As a 15 year-old Black teenage girl in Baton Rouge in the summer of 1965, I hadn’t personally experienced any of the type of brutal treatment towards freedom riders that I was seeing on the nightly news or other racial indignities. I don’t even have a recollection of the word “racism” being used on those TV broadcasts. What I knew was that my people were protesting for what they felt was rightfully theirs: the right to vote, the right to equal housing, the right to equal education, the right to equal pay and the right to social justice.
The public schools in Baton Rouge had desegregated years earlier but for some reason, the Catholic schools held off doing the same until the fall of 1965. I found this odd, given the church’s teachings of mankind being in God’s image. Nowhere did it say just white people were in his image.
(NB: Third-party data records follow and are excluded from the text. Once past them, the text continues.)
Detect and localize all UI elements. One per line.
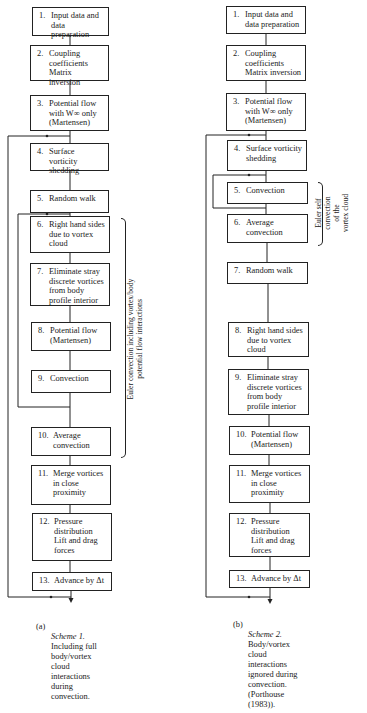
scheme-b-step-3: 3. Potential flow with W∞ only (Martense…: [226, 93, 306, 131]
caption-title: Scheme 1.: [51, 632, 85, 641]
scheme-b-step-1: 1. Input data and data preparation: [226, 6, 306, 34]
step-number: 1.: [39, 11, 45, 21]
scheme-a-step-8: 8. Potential flow (Martensen): [31, 322, 111, 351]
scheme-b-step-2: 2. Coupling coefficients Matrix inversio…: [226, 45, 306, 81]
step-label: Merge vortices in close proximity: [38, 469, 107, 498]
step-number: 4.: [37, 147, 43, 157]
step-label: Potential flow with W∞ only (Martensen): [233, 97, 302, 126]
step-number: 1.: [233, 10, 239, 20]
scheme-b-caption: (b) Scheme 2.Body/vortex cloud interacti…: [233, 610, 323, 713]
scheme-b-step-12: 12. Pressure distribution Lift and drag …: [229, 513, 310, 557]
scheme-b-step-6: 6. Average convection: [227, 214, 308, 243]
scheme-b-step-4: 4. Surface vorticity shedding: [227, 140, 307, 171]
step-number: 13.: [236, 574, 246, 584]
scheme-a-step-9: 9. Convection: [31, 370, 111, 393]
step-label: Surface vorticity shedding: [234, 144, 303, 163]
step-label: Random walk: [234, 266, 304, 276]
scheme-a-step-13: 13. Advance by Δt: [32, 572, 112, 591]
caption-tag: (b): [233, 620, 243, 630]
step-number: 10.: [38, 431, 48, 441]
scheme-a-step-12: 12. Pressure distribution Lift and drag …: [32, 513, 112, 561]
step-label: Pressure distribution Lift and drag forc…: [236, 517, 306, 555]
step-number: 12.: [39, 517, 49, 527]
scheme-b-step-10: 10. Potential flow (Martensen): [229, 426, 310, 455]
scheme-b-step-13: 13. Advance by Δt: [229, 570, 310, 588]
step-number: 6.: [234, 218, 240, 228]
step-label: Coupling coefficients Matrix inversion: [37, 49, 105, 87]
step-label: Eliminate stray discrete vortices from b…: [37, 267, 106, 305]
scheme-a-step-1: 1. Input data and data preparation: [32, 7, 109, 36]
scheme-a-step-11: 11. Merge vortices in close proximity: [31, 465, 111, 505]
scheme-b-bracket-label: Euler self convection of the vortex clou…: [314, 183, 354, 243]
step-label: Eliminate stray discrete vortices from b…: [235, 373, 305, 411]
scheme-b-step-11: 11. Merge vortices in close proximity: [229, 465, 310, 503]
scheme-b-step-8: 8. Right hand sides due to vortex cloud: [228, 322, 309, 357]
step-label: Right hand sides due to vortex cloud: [37, 220, 106, 249]
step-label: Right hand sides due to vortex cloud: [235, 326, 305, 355]
step-label: Surface vorticity shedding: [37, 147, 105, 176]
step-label: Input data and data preparation: [39, 11, 105, 40]
caption-body: Including full body/vortex cloud interac…: [51, 642, 97, 701]
step-number: 7.: [234, 266, 240, 276]
step-label: Potential flow (Martensen): [38, 326, 107, 345]
step-number: 4.: [234, 144, 240, 154]
step-number: 5.: [37, 194, 43, 204]
step-number: 5.: [234, 186, 240, 196]
step-label: Random walk: [37, 194, 105, 204]
step-number: 13.: [39, 576, 49, 586]
step-label: Convection: [38, 374, 107, 384]
step-label: Average convection: [234, 218, 304, 237]
step-number: 3.: [233, 97, 239, 107]
caption-tag: (a): [36, 622, 45, 632]
step-number: 9.: [235, 373, 241, 383]
step-number: 9.: [38, 374, 44, 384]
step-label: Potential flow (Martensen): [236, 430, 306, 449]
step-number: 3.: [37, 99, 43, 109]
step-label: Advance by Δt: [236, 574, 306, 584]
step-number: 7.: [37, 267, 43, 277]
step-label: Convection: [234, 186, 304, 196]
caption-title: Scheme 2.: [248, 630, 282, 639]
scheme-b-step-7: 7. Random walk: [227, 262, 308, 284]
step-label: Input data and data preparation: [233, 10, 302, 29]
step-label: Merge vortices in close proximity: [236, 469, 306, 498]
scheme-a-step-3: 3. Potential flow with W∞ only (Martense…: [30, 95, 109, 131]
caption-body: Body/vortex cloud interactions ignored d…: [248, 640, 298, 709]
scheme-a-step-7: 7. Eliminate stray discrete vortices fro…: [30, 263, 110, 306]
scheme-a-step-5: 5. Random walk: [30, 190, 109, 213]
step-number: 6.: [37, 220, 43, 230]
scheme-a-step-10: 10. Average convection: [31, 427, 111, 456]
scheme-b-step-9: 9. Eliminate stray discrete vortices fro…: [228, 369, 309, 415]
step-number: 11.: [236, 469, 246, 479]
step-number: 12.: [236, 517, 246, 527]
step-number: 2.: [37, 49, 43, 59]
step-number: 8.: [235, 326, 241, 336]
step-label: Coupling coefficients Matrix inversion: [233, 49, 302, 78]
scheme-a-step-6: 6. Right hand sides due to vortex cloud: [30, 216, 110, 253]
step-number: 10.: [236, 430, 246, 440]
scheme-a-step-2: 2. Coupling coefficients Matrix inversio…: [30, 45, 109, 81]
step-number: 11.: [38, 469, 48, 479]
step-label: Potential flow with W∞ only (Martensen): [37, 99, 105, 128]
scheme-b-step-5: 5. Convection: [227, 182, 308, 204]
scheme-a-caption: (a) Scheme 1.Including full body/vortex …: [36, 612, 116, 712]
step-number: 2.: [233, 49, 239, 59]
scheme-a-bracket-label: Euler convection including vortex/body p…: [126, 224, 146, 454]
step-number: 8.: [38, 326, 44, 336]
scheme-a-step-4: 4. Surface vorticity shedding: [30, 143, 109, 171]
My first real memory of personally experiencing racism was when I was one of about 20 Black girls to integrate St. Anthony Catholic High School, a small and previously all-white, all-girls’ school in north Baton Rouge. The following year another 15 or so Black girls enrolled at St. Anthony.
I don’t recall many details from my first few months at St. Anthony, but I do vividly remember feeling out of place, under a magnifying glass as if everyone was waiting for something to happen. The lay teachers, as I remember, were friendly enough, but I recall feeling held at arm’s length for two years by the nuns and priests. This was confounding and bewildering, and I remember philosophically struggling mostly in religion class, where emphasis was on God’s benevolence for all his creatures and that we should all love one another as he loves us. There was no teaching that God loved Blacks less than whites.
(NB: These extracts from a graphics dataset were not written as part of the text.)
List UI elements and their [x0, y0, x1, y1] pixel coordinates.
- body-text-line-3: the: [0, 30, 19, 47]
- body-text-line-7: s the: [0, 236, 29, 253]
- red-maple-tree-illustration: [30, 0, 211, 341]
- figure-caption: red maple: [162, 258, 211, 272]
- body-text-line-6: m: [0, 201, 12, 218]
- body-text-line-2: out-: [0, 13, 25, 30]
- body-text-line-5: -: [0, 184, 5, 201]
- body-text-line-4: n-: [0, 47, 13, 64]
Outside of the school day, we Black students had no contact socially with our white classmates. I remember as a junior seeing the flurry of activity by the seniors decorating the gym for their senior prom and hearing the girls talk about plans for their senior trip to New Orleans. I remember anxiously waiting for my turn the next year but it never came. As March 1967 of my senior year came and went, we began to hear rumors that the same senior celebrations might not happen for our class. Then a letter arrived home from the school’s principal stating that some of the parents had expressed concern about the mixing of the races socially. The letter included a form for the parents to vote either “yes” they would support a racially mixed senior prom, or “no” they would not.
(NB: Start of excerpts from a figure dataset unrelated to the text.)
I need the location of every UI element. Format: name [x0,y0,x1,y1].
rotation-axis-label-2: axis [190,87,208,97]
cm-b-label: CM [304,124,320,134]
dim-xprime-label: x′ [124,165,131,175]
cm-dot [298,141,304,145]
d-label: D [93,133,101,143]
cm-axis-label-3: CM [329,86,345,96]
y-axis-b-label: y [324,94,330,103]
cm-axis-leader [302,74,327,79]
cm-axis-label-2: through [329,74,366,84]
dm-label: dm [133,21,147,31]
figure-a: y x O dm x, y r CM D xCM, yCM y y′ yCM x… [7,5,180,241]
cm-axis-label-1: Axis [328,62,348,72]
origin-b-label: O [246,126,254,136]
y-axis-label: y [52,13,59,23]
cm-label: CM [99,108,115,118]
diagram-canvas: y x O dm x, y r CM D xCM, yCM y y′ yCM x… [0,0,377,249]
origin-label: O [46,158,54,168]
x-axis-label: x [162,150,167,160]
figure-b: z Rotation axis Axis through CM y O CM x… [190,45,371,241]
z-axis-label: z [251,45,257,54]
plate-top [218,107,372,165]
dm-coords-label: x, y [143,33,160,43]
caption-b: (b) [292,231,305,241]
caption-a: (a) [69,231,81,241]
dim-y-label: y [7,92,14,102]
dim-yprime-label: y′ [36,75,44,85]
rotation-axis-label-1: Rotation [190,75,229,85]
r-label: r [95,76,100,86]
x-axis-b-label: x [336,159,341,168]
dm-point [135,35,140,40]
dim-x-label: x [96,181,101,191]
When the responses were tallied, the school did not have the parental consensus for a prom. I was not surprised but I was deeply disappointed, which was compounded when I learned that our white classmates did have a prom, offsite, and did go on a trip, just without us. Even 50-plus years later the feeling of marginalization, disrespect and rejection still stings. I felt let down and it was an emotionally traumatic reminder of the Catholic schools and the community’s failure to practice as God’s words taught.
The senior class of 1967 was the first and last integrated class to graduate from St. Anthony as the school closed the summer after I graduated. The reason given was the lack of financial support. But I wonder, even today, if that was just a veiled excuse to close the school because it was becoming “less white.”
I just want to note that a friendship still flourishes with one of my white classmates from those days. Once while reminiscing, we realized that we both shared the same racially-motivated but innocent anxiety of those early days, simply wondering what the girls of the other race would be like. She shared that they had been “briefed” that “we” were coming and that even though we were “different” we were all God’s children. In truth, the beauty of real friendship transcends race; yet the hypocrisy of the parents and school’s leaders stings even today because what was taught as Catholic doctrine was not practiced.
Racism is not a trait that someone is born with; it is a behavior of dominance and disrespect transmitted by the one practicing it, and then adopted by others who observe it. Unfortunately, racism still exists in many who practice Catholic rituals but don’t live as Christ taught us to live, and by those who expound equality under the law but don’t practice it.
Racism and intolerance will only be vanquished when those who perpetrate it acknowledge their role in its existence and vow to extinguish it through true dialogue and commitment to change.
“I tell you the truth, when you did it to one of the least of these my brothers and sisters, you were doing it to me” (Mt.25;40).
CARTER has a MPA from Rutgers University in Newark, New Jersey and is a retired program manager from Montclair State University in Montclair.